April 19, 2007
The two Americas of John Edwards
John Edwards likes to speak about "two Americas." But is he really speaking about the vast, troubling and widening gap between the well-groomed and poorly-groomed?
We learned Tuesday of some of the habits surrounding John Edwards' efforts to make his physical appearance appealing.
WASHINGTON - Looking pretty is costing John Edwards' presidential campaign a lot of pennies. The Democrat's campaign committee picked up the tab for two haircuts at $400 each by celebrity stylist Joseph Torrenueva of Beverly Hills, Calif., according to a financial report filed with the Federal Election Commission.FEC records show Edwards also availed himself of $250 in services from a trendy salon and spa in Dubuque, Iowa, and $225 in services from the Pink Sapphire in Manchester, N.H., which is described on its Web site as "a unique boutique for the mind, body and face" that caters mostly to women.
In light of this revelation, it may be time for Mr. Edwards to revise a recent speech he gave to the DNC Winter Meeting:
Thank you.
We're all here together - but why are we here?
Why are we here?
We are here because somewhere in America a 54 year old man goes to sleep with split ends. A little boy who ought to be drawing pictures and learning multiplication cries himself to sleep, praying that his father, who has been out of work for two years, will get a pedicure again. It doesn't have to be that way.
We are here because somewhere in America, a hotel housekeeper walks a picket line with her union brothers and sisters fighting for decent appointment times at the Pink Sapphire during the day and works the late-shift at a diner at night so that she and her family can afford paraffin facials and so her boy can go to the spa and have choices she never had. And somewhere a young man folds a gift certificate to a prestigious day spa and puts it in his drawer because even with his curly locks and devilish good looks, he knows he cannot go because his gift certificate is not enough also pay for the streaks he desperately needs. It doesn't have to be that way.

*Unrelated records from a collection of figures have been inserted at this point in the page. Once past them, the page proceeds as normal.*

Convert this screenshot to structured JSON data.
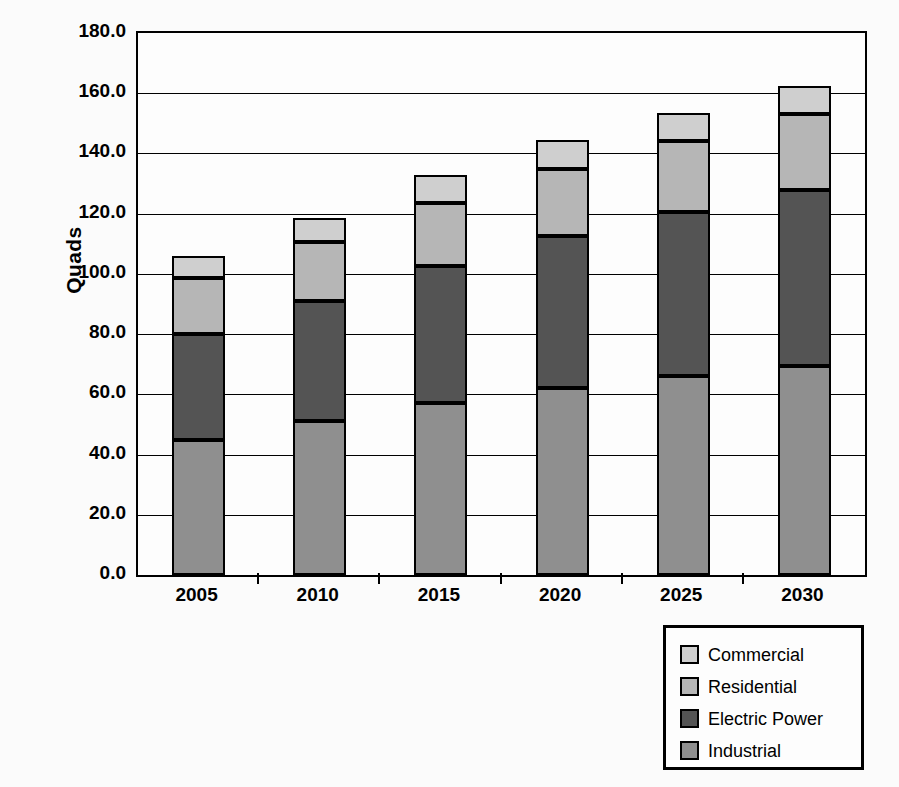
{
  "chart_data": {
    "type": "bar",
    "stacked": true,
    "title": "",
    "xlabel": "",
    "ylabel": "Quads",
    "categories": [
      "2005",
      "2010",
      "2015",
      "2020",
      "2025",
      "2030"
    ],
    "ylim": [
      0.0,
      180.0
    ],
    "ytick_step": 20.0,
    "yticks": [
      "180.0",
      "160.0",
      "140.0",
      "120.0",
      "100.0",
      "80.0",
      "60.0",
      "40.0",
      "20.0",
      "0.0"
    ],
    "ytick_values": [
      180.0,
      160.0,
      140.0,
      120.0,
      100.0,
      80.0,
      60.0,
      40.0,
      20.0,
      0.0
    ],
    "grid": true,
    "legend_position": "bottom-right",
    "series": [
      {
        "name": "Industrial",
        "color": "#8f8f8f",
        "values": [
          45.0,
          51.0,
          57.0,
          62.0,
          66.0,
          69.5
        ]
      },
      {
        "name": "Electric Power",
        "color": "#545454",
        "values": [
          35.0,
          40.0,
          45.5,
          50.5,
          54.5,
          58.5
        ]
      },
      {
        "name": "Residential",
        "color": "#b6b6b6",
        "values": [
          18.5,
          19.5,
          21.0,
          22.5,
          23.5,
          25.0
        ]
      },
      {
        "name": "Commercial",
        "color": "#cfcfcf",
        "values": [
          7.5,
          8.0,
          9.5,
          9.5,
          9.5,
          9.5
        ]
      }
    ],
    "stack_order_bottom_to_top": [
      "Industrial",
      "Electric Power",
      "Residential",
      "Commercial"
    ],
    "totals": [
      106.0,
      118.5,
      133.0,
      144.5,
      153.5,
      162.5
    ]
  },
  "legend": {
    "items": [
      {
        "label": "Commercial",
        "color": "#cfcfcf"
      },
      {
        "label": "Residential",
        "color": "#b6b6b6"
      },
      {
        "label": "Electric Power",
        "color": "#545454"
      },
      {
        "label": "Industrial",
        "color": "#8f8f8f"
      }
    ]
  }
}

We are here because somewhere in America a father comes home from the second shift and feels a roughness on the brow of his sleeping daughter who was unable to get that detoxifying mud wrap as he kisses her goodnight. And now, bone-weary and worried, he cradles that child in his arms at the door of the salon downtown, because there is nowhere else for him to go. It doesn't have to be that way.
They are why we are here. Because everywhere in America, people are counting on us to stand up for them.
And so I ask you, will you stand up for that tired father forced into midnight campouts at the spa?
Will you stand up for the brave young boy afraid to go to the spa?
Will you stand up for the working men and women in our labor movement who have to fight for wages that will afford them the chance to have exfoliating body wraps?
Will you stand up for the young man who knows that a professional hairdresser is his way out of the cycle of poverty and yet it seems beyond his grasp?
Will you stand up for the rough skin of the eight-year old girl so she doesn't give up on her life before it's even begun?
Will you stand up?
Will you stand up for America?
Because if we don't stand up, who will?
If we don't speak out, who will?
Because, when it comes to 37 million Americans living without manicures, silence is betrayal.
One in every five children - count them, one in every five American children - live in with fingernails they have to trim themselves, here on the richest nation on the planet. It doesn't have to be that way.
When it comes to 47 million Americans without basic skin care services, silence is betrayal.
The 47 million are silent victims of a skin care system gone wrong, where policies are driven by profits not patient care. We have to stop letting the discount chain store lobby decide our nation's skin care policy. We have to give the silent victims, who stand in line at Wal-Mart and use the cheap mass produced products, we have to give them the dignity of universal skin care.
And while we're at it, we have to stop using words like "access to skin care" when we know with certainty those words mean something less than universal care. Who are you willing to leave behind without the care he needs? Which family? Which child?
We need a truly universal solution, and we need it now.
Will you stand up for universal hair styling in America?
So, will you speak out? Will you stand up?
Because we are better than this. We are better than this.
It's time to stand up for the promise of America again -- and for the principle that every American matters, no matter where you come from, or the texture your skin is, or how much hair you have in your shower drain in the morning.
Not tomorrow. Now. Speak out now, take action now.
Tomorrow begins today. And our obligation to act starts right here, right now.
Because somewhere in America, because everywhere in America, people are counting on us to stand by them and to fight alongside them for well-groomed hair, skin and nails.
In times like these, we don't need to redefine the Democratic Party; we need to re-style the Democratic Party.
Thank you, God bless you and God bless this fabulous country.